Cattle Genetics and Welfare: Breeding for Health

Genetic selection in cattle profoundly affects lifetime welfare—selection for production traits can create welfare trade-offs, while targeted selection for health and longevity traits improves welfare across entire populations.

Dairy Cattle Genetic Health Challenges

Intensive selection for milk yield in Holstein cattle has been associated with reduced functional fertility, shorter productive lifespans, and higher metabolic disease susceptibility. The genetic correlation between milk yield and fertility is negative—selecting harder for milk yield reduces fertility. Modern index systems balance production with functional traits including fertility, longevity, mastitis resistance, and lameness resistance. These multi-trait selection indices directly improve welfare outcomes at scale.

Health Genomics

Genomic selection enables faster genetic progress by using DNA markers across the genome to predict breeding values. Health trait genomics allows selection for resistance to specific diseases—mastitis resistance, digital dermatitis resistance, bovine respiratory disease susceptibility—reducing disease incidence and welfare impact across herds.
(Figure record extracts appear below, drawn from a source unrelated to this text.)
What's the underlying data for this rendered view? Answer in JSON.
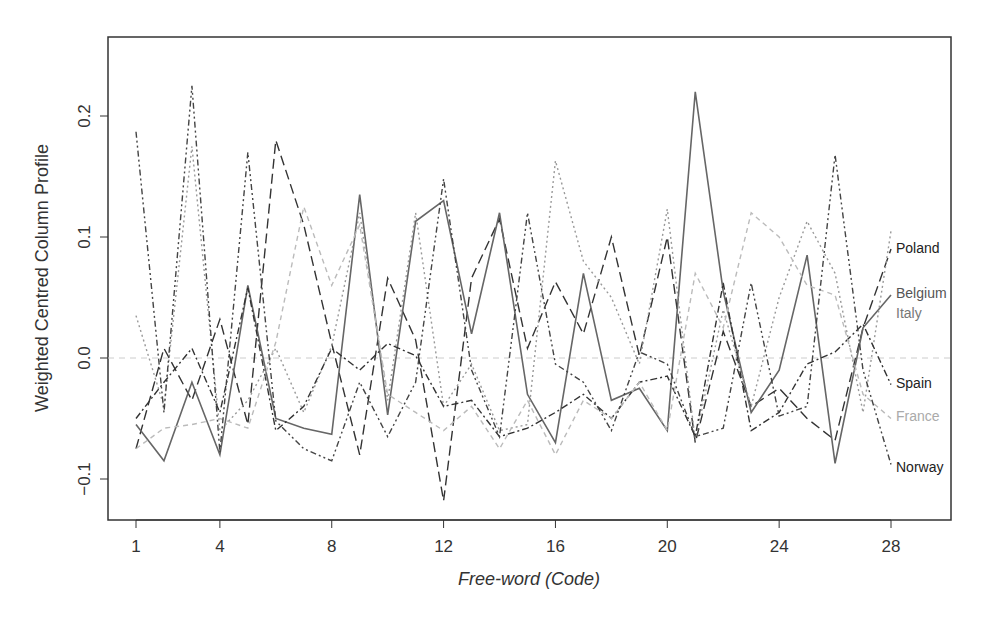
{
  "chart_data": {
    "type": "line",
    "title": "",
    "xlabel": "Free-word (Code)",
    "ylabel": "Weighted Centred Column Profile",
    "xlim": [
      0.5,
      30
    ],
    "ylim": [
      -0.135,
      0.25
    ],
    "x_ticks": [
      1,
      4,
      8,
      12,
      16,
      20,
      24,
      28
    ],
    "x_tick_labels": [
      "1",
      "4",
      "8",
      "12",
      "16",
      "20",
      "24",
      "28"
    ],
    "y_ticks": [
      -0.1,
      0.0,
      0.1,
      0.2
    ],
    "y_tick_labels": [
      "-0.1",
      "0.0",
      "0.1",
      "0.2"
    ],
    "reference_line": 0.0,
    "grid": false,
    "legend": "direct-labels-right",
    "x": [
      1,
      2,
      3,
      4,
      5,
      6,
      7,
      8,
      9,
      10,
      11,
      12,
      13,
      14,
      15,
      16,
      17,
      18,
      19,
      20,
      21,
      22,
      23,
      24,
      25,
      26,
      27,
      28
    ],
    "series": [
      {
        "name": "Poland",
        "color": "#333333",
        "dash": "long-dash",
        "values": [
          -0.075,
          0.008,
          -0.035,
          0.032,
          -0.055,
          0.18,
          0.11,
          0.012,
          -0.08,
          0.066,
          0.015,
          -0.118,
          0.066,
          0.115,
          0.008,
          0.063,
          0.02,
          0.1,
          0.002,
          0.1,
          -0.07,
          0.022,
          -0.04,
          -0.025,
          -0.05,
          -0.068,
          0.025,
          0.09
        ]
      },
      {
        "name": "Belgium",
        "color": "#666666",
        "dash": "solid",
        "values": [
          -0.055,
          -0.085,
          -0.02,
          -0.08,
          0.06,
          -0.05,
          -0.058,
          -0.063,
          0.135,
          -0.047,
          0.113,
          0.13,
          0.02,
          0.12,
          -0.03,
          -0.07,
          0.07,
          -0.035,
          -0.025,
          -0.06,
          0.22,
          0.055,
          -0.045,
          -0.01,
          0.085,
          -0.087,
          0.025,
          0.052
        ]
      },
      {
        "name": "Italy",
        "color": "#999999",
        "dash": "dotted",
        "values": [
          0.035,
          -0.04,
          0.175,
          -0.06,
          -0.035,
          0.008,
          -0.045,
          0.01,
          0.12,
          -0.035,
          0.12,
          -0.04,
          -0.005,
          -0.06,
          -0.055,
          0.163,
          0.08,
          0.05,
          -0.005,
          0.123,
          -0.068,
          0.04,
          -0.04,
          0.05,
          0.113,
          0.07,
          -0.045,
          0.105
        ]
      },
      {
        "name": "Spain",
        "color": "#333333",
        "dash": "dash-dot",
        "values": [
          -0.05,
          -0.02,
          0.008,
          -0.045,
          0.058,
          -0.06,
          -0.04,
          0.008,
          -0.01,
          0.012,
          0.002,
          -0.04,
          -0.035,
          -0.065,
          -0.058,
          -0.045,
          -0.03,
          -0.05,
          -0.02,
          -0.015,
          -0.065,
          0.062,
          -0.06,
          -0.045,
          -0.005,
          0.005,
          0.028,
          -0.022
        ]
      },
      {
        "name": "France",
        "color": "#bbbbbb",
        "dash": "short-dash",
        "values": [
          -0.075,
          -0.058,
          -0.055,
          -0.05,
          -0.058,
          0.013,
          0.125,
          0.06,
          0.11,
          -0.03,
          -0.045,
          -0.06,
          -0.04,
          -0.075,
          -0.035,
          -0.08,
          -0.035,
          -0.05,
          -0.02,
          -0.06,
          0.07,
          0.025,
          0.12,
          0.1,
          0.06,
          0.052,
          -0.03,
          -0.05
        ]
      },
      {
        "name": "Norway",
        "color": "#444444",
        "dash": "dash-dot-dot",
        "values": [
          0.187,
          -0.045,
          0.225,
          -0.078,
          0.17,
          -0.052,
          -0.075,
          -0.085,
          -0.02,
          -0.065,
          -0.02,
          0.148,
          -0.01,
          -0.065,
          0.12,
          -0.005,
          -0.02,
          -0.06,
          0.005,
          -0.005,
          -0.065,
          -0.058,
          0.062,
          -0.048,
          -0.04,
          0.168,
          -0.01,
          -0.088
        ]
      }
    ],
    "series_label_colors": {
      "Poland": "#222222",
      "Belgium": "#555555",
      "Italy": "#777777",
      "Spain": "#222222",
      "France": "#aaaaaa",
      "Norway": "#222222"
    }
  }
}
UK Holstein bull evaluation now includes genomic predicted transmitting abilities for health traits, enabling farmers to select for improved herd welfare through breeding choices.

Polled Genetics

Genetic hornlessness (polled) eliminates the welfare costs of dehorning. Polled Holstein genetics have advanced substantially—polled homozygous bulls are now available without major production trait compromises. Systematic transition to polled genetics across dairy and beef herds would eliminate painful dehorning procedures for millions of cattle annually, representing a major achievable welfare improvement through genetic selection.

Longevity and Welfare

Productive longevity is both an economic and welfare trait. Cows that stay healthy and productive for 4-5 lactations have better welfare outcomes than those culled for lameness, mastitis, or reproductive failure at 2-3 lactations. Selecting sires transmitting improved longevity reduces disease-related culling, improves overall herd welfare, and reduces replacement heifer rearing environmental footprint simultaneously.